Tuesday, February 25th, 2014 Posted by Jim Thacker

Allegorithmic releases Substance Designer 4.1


Allegorithmic’s teaser video for Substance Designer 4, a major update to its games texture-creation tool. The software includes new toolsets designed to reflect the rise of physically based rendering in next-gen titles.

Originally posted on 28 November 2014. Scroll down for details of the 4.1 update.

Allegorithmic has released Substance Designer 4, a significant update to its games texture-creation tool.

The developer describes the release, with some justification, as “the first texturing tool devoted to next gen”, with new features including material layering, physically based shading and procedural weathering effects.

Procedural texture authoring for standard games tools
Substance Designer provides a non-destructive, node-based system for authoring lightweight procedural textures, or ‘substances’. Substances are supported in 3ds Max, Maya, Modo and Unity.

Textures can also be exported a standard bitmap texture maps, for use in any 3D software package: a process Allegorithmic estimates represents an “80 to 90 per cent” time saving over painting everything by hand.


Workflow in Substance Designer 4, showing the new PBR shader, layered materials and procedural weathering.

Version 4 of the software provides toolsets designed to reflect the increasing use of physically based shading and rendering (PBR) in current PC titles and those for next-gen consoles like Xbox One and PlayStation 4.

The update adds a readymade PBR GLSL shader that can be applied to a mesh within Substance Designer, enabling the user to preview the mesh within the software’s 3D viewport, complete with image-based lighting.

The textured model should render almost identically in-game, and in standard tools like Marmoset Toolbag, version 2 of which incorporates the Substance engine.

Instant procedural weathering, scratches and corrosion
Substance Designer also includes a range of readymade filters designed to automatically simulate effects like edge wear, scratches, dust, corrosion and surface grease.

The filters use maps baked procedurally inside Substance Designer from the mesh geometry – such as ambient occlusion, world space normal and surface curvature – to expose underlying layers of multi-layered materials.
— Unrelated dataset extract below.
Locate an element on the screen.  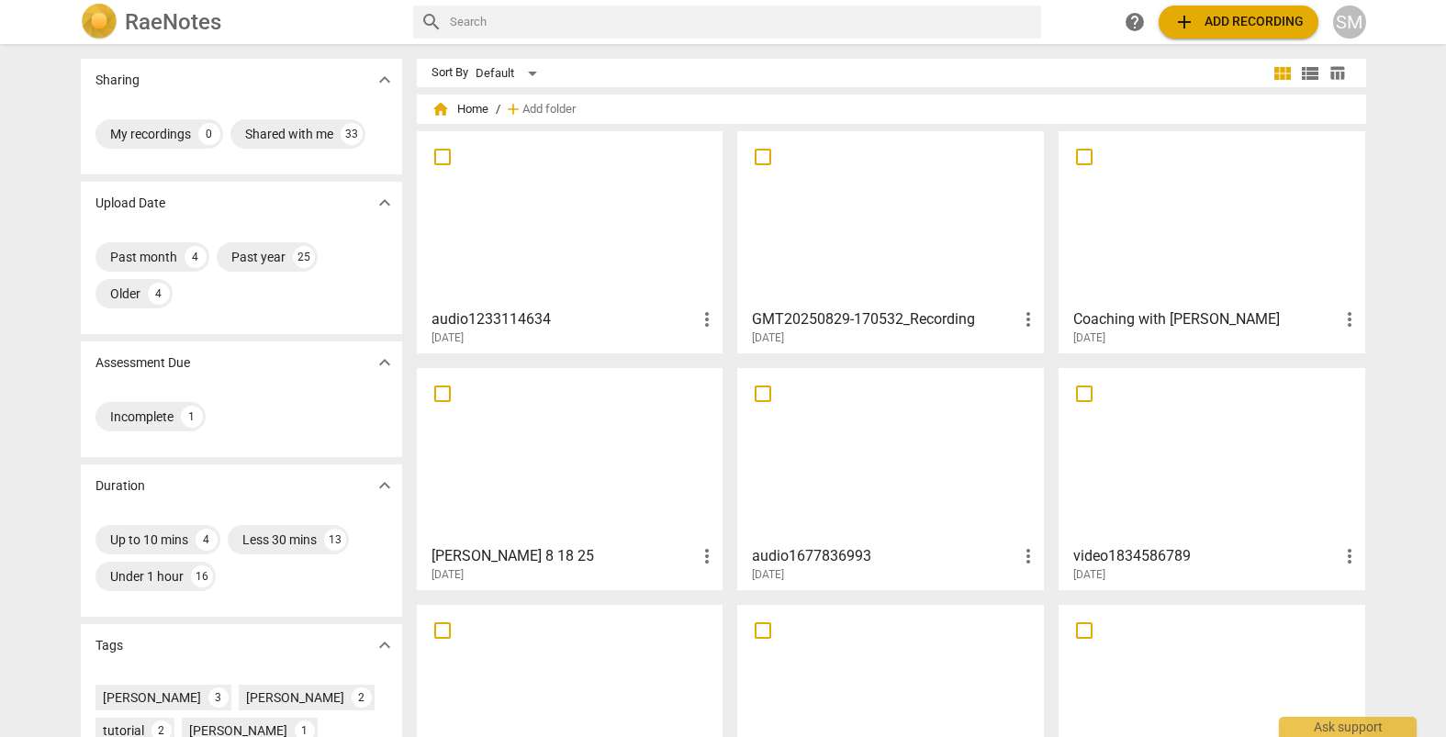
div: 1 is located at coordinates (192, 417).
The workflow is similar to that used by Epic Games in Unreal Engine 4, which integrates the Substance runtime.

Quicker, reusable material networks
Other new features in Substance Designer 4 include the option to collapse all of the inputs or outputs of a material node into one, making it quicker to wire up node networks.

The software also includes a new Multi-Material Blend filter to control which parts of a mesh individual materials are applied to. The filter uses mesh vertex colour data to control where materials are assigned, in the same way that a Material ID pass could be used during the compositing process.
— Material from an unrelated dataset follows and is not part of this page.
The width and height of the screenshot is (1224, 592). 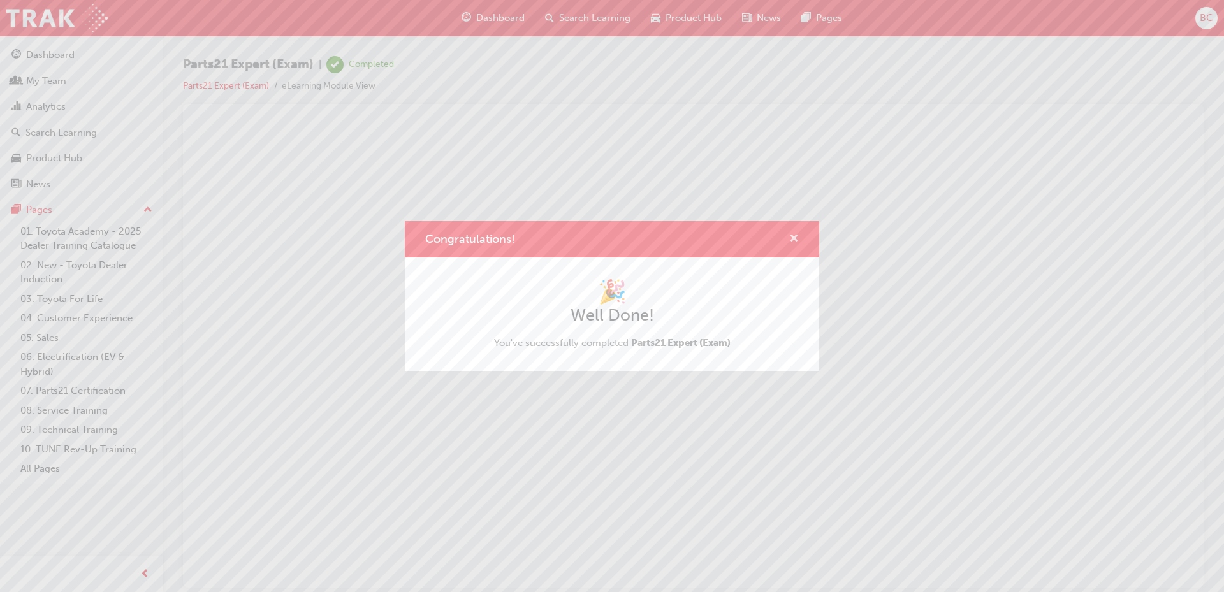 I want to click on div: Congratulations!, so click(x=612, y=296).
This mask can be generated procedurally or manually: for example, by Polypainting a model in ZBrush.

Once created, a Substance Designer node network can be used as a template for multiple models. By updating the mesh and selecting the ‘Refresh all baked map’ command, an existing set of materials and weathering effects can be applied near-instantly to a new asset.

Pricing and availability
Substance Designer 4 is available for Windows XP+ and Mac OS X 10.6+. A commercial licence costs $590.


The first of Allegorithmic’s eight new video tutorials on using Substance Designer 4. The developer has just released version 4.1 of the software, adding the ability to group nodes, and more baking options.

Updated 25 February 2014: Substance Designer 4.1 is out. New features include the ability to group nodes to simplify Substance graphs; new baking options, including the option to bake bent normals and AO from a mesh; and the ability to export Substance files with dependencies, facilitating collaboration.

Allegorithmic has also posted a set of eight video tutorials on how to use the software, beginning with an overview of how Substances work, and moving through the workflow for creating, editing and publishing them.